Recent composer-based and concert-based activity has gotten me thinking about that nebulous time and space between the point where a piece of music has been created and the point where a listener/audience member first experiences that same piece.
I had to stop reading Scottish Church Music after a while. Not because of its content, which I find fascinating, but because the service staff and the fellow sitting next to me were making remarks about my reading something that included musical notation.
San Antonio has a vibrant musical community, and the chamber ensemble Soli is among the strongest proponents of new music in the region. Formed in 1994, Soli has commissioned 17 works in as many years, including the May 8 world premiere of Steven Mackey’s Prelude to the End.
I have participated in many different festivals, institutes, and readings, but the Duffy Institute is unlike any other. While it provides an opportunity to hear one’s work performed, it also fosters friendships and collaborations among the composers, performers, librettists, and directors in residence.
Apart from the time we take for performances, networking, promoting our work, etc., I am fascinated by how we composers inhabit our composer-clocks. Writing time: where is it, when is it, how is it.
The more I hang out with scientists and engineers—and this seems to happen more and more often these days—the more I feel like an incorrigible composer. No matter how much knowledge and lingo I absorb, it sometimes seems that our goals or areas of concern are fundamentally different.
The mission of the 25-member a capella ensemble Volti is to think outside the box of choral music, and to continue expanding that landscape by commissioning new works and championing the music of living, breathing composers. In its latest CD House of Voices, Volti brings its exceptional musicality to the table once again.
I recently began to feel hemmed in by the world around me. After a great deal of thought, I realized that this visceral sensation derived from my lack of recent exposure to wide open spaces.
I’ll take the composers over the consultants every time so thankfully music, particularly new music, was the focal point most of the time at the Chorus America conference and the concurrent ChoralConnections convening organized by the American Composers Forum.
Founded by Patricia Parker in 1996, the festival is the temporal sonic canvas for Arts for Art, Inc., “a multicultural, artist-initiated and artist-run organization whose purpose is to build awareness and understanding of avantjazz and related expressive movements.”
This was not a “kingmaker” contest, but one that truly strove for diversity and a wide net. The winners (all eleven of them!) were announced on June 15, and I had the privilege of speaking with Hilary Hahn herself about the contest.
Following my recent open letter to new music performers, I thought it might be worth turning a critical eye on composerly habits that can grate on others and stunt personal growth.

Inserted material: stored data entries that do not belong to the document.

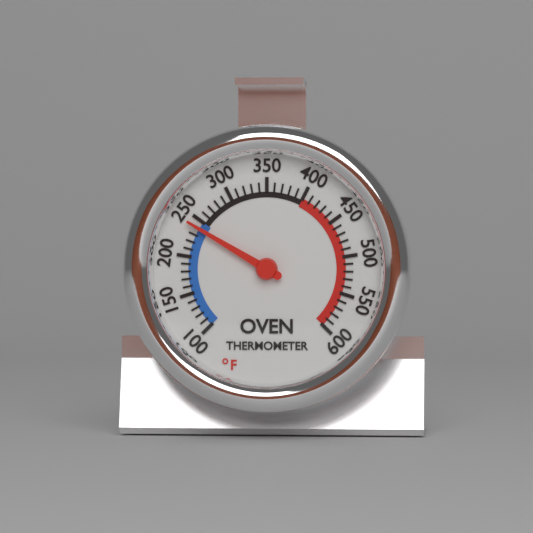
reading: 240 °F
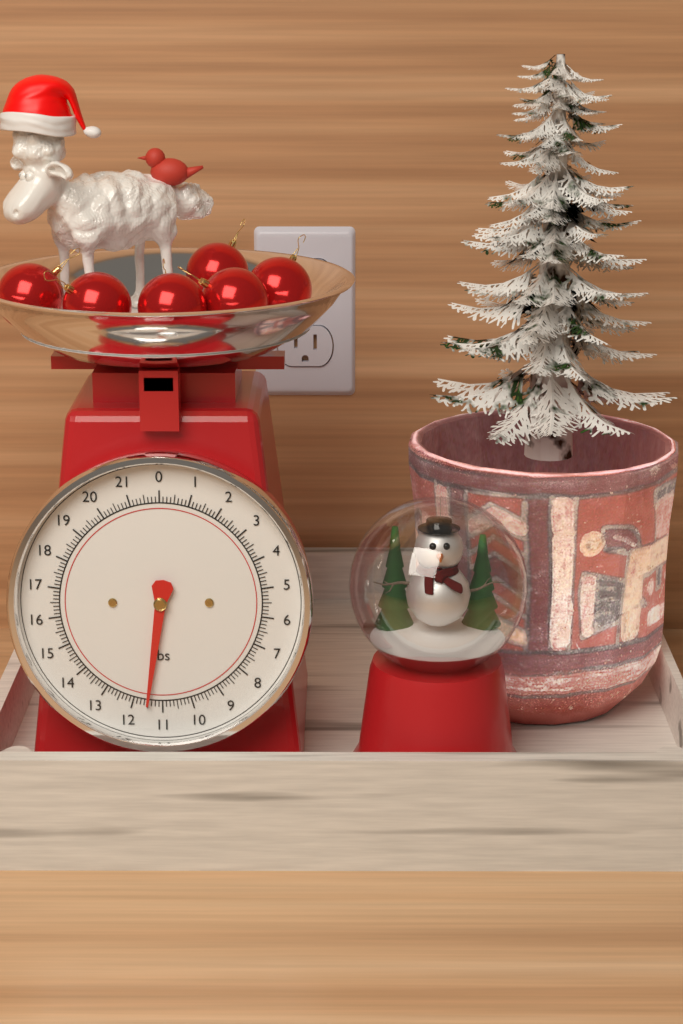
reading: 11.500 lbs
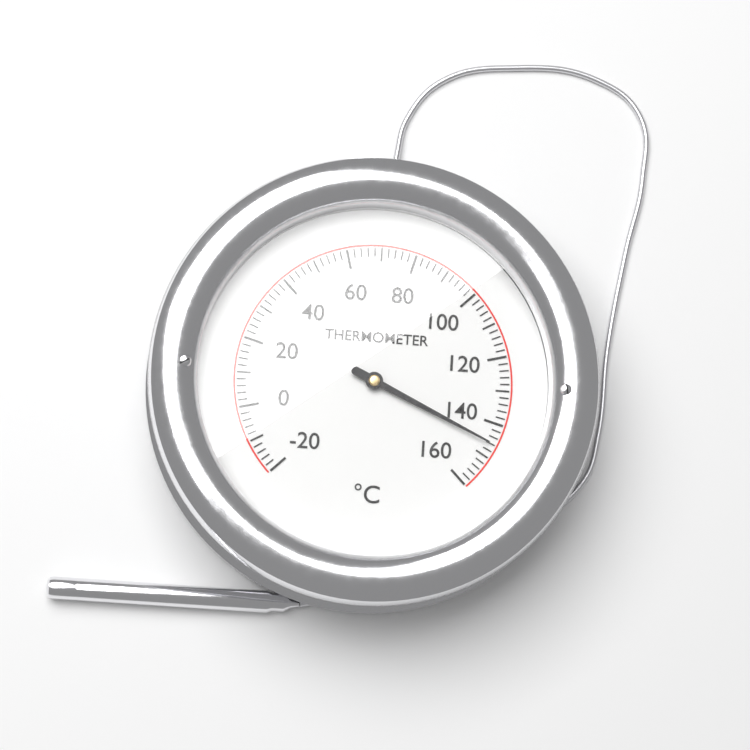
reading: 146 °C
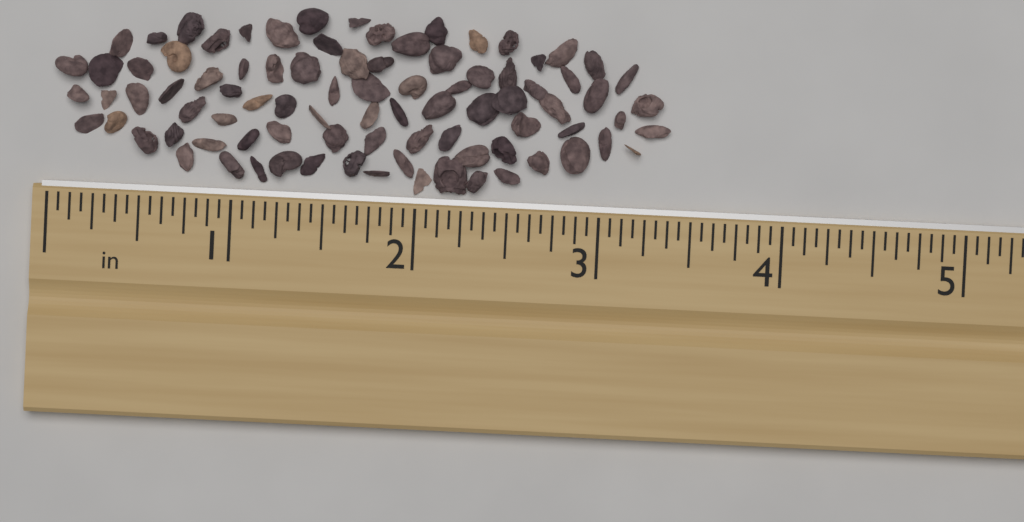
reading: 3.3750 in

Mazzoli, currently working on her second full-length opera, was chosen from over 100 applicants for the position and now has the opportunity to follow a personalized, three-year development track focused on the advancement of her career as an operatic composer.

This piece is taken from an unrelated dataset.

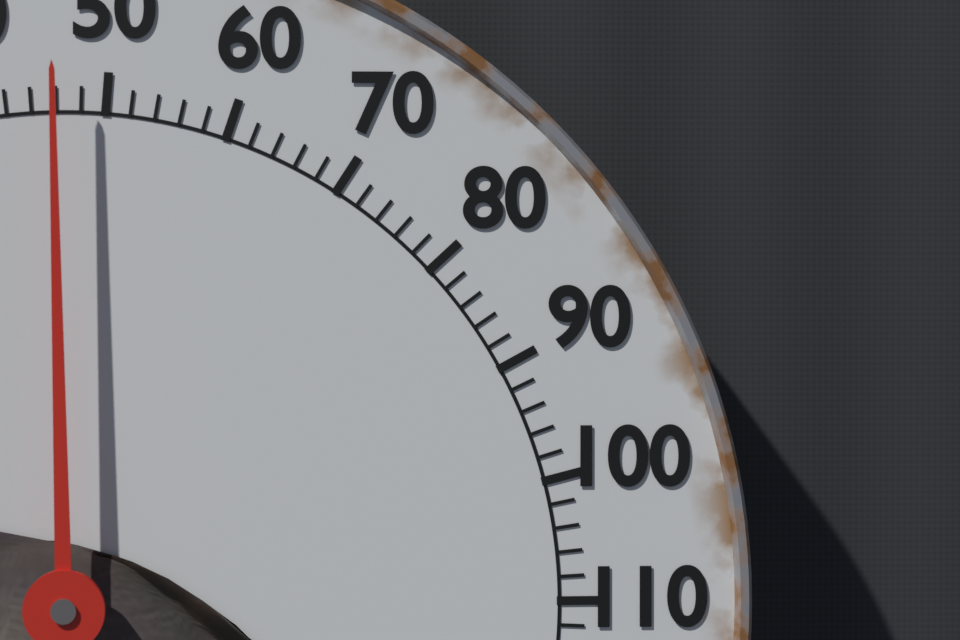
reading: 46 °F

Welch’s music is the by-product of an unlikely blend—Indonesian gamelan, Scottish bagpipes, and indie rock. While these types of music might initially seem completely unrelated, Welch has found his compositional voice in their common ground.
When I listen to this kind of music, I imagine I am like an animal listening to human music, perceiving some dim reflection off a distant surface.
The famous “zone,” the state of mind that allows people to do things that appear superhuman, seems to be a place where things slow down.